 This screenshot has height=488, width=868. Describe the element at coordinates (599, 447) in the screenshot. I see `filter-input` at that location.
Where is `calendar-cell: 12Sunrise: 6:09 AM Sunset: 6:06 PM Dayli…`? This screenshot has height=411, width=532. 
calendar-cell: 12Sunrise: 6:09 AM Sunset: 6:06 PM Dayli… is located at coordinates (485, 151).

* * *

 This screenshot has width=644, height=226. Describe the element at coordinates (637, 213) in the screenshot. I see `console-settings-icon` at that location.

---

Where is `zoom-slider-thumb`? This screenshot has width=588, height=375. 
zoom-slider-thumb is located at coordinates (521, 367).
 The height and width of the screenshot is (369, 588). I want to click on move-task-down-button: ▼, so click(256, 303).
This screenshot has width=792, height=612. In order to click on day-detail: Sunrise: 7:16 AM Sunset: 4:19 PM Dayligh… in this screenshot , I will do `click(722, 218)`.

--- Description of the task ---
When you reach the line in the material above that holds "has width=588, height=375.", begin reproducing lines exactly, and stop after the line that holds "This screenshot has width=792, height=612.".

--- Response box ---
Where is `zoom-slider-thumb`? This screenshot has width=588, height=375. 
zoom-slider-thumb is located at coordinates (521, 367).
 The height and width of the screenshot is (369, 588). I want to click on move-task-down-button: ▼, so click(256, 303).
This screenshot has width=792, height=612. In order to click on day-detail: Sunrise: 7:16 AM Sunset: 4:19 PM Dayligh… in this screenshot , I will do `click(722, 218)`.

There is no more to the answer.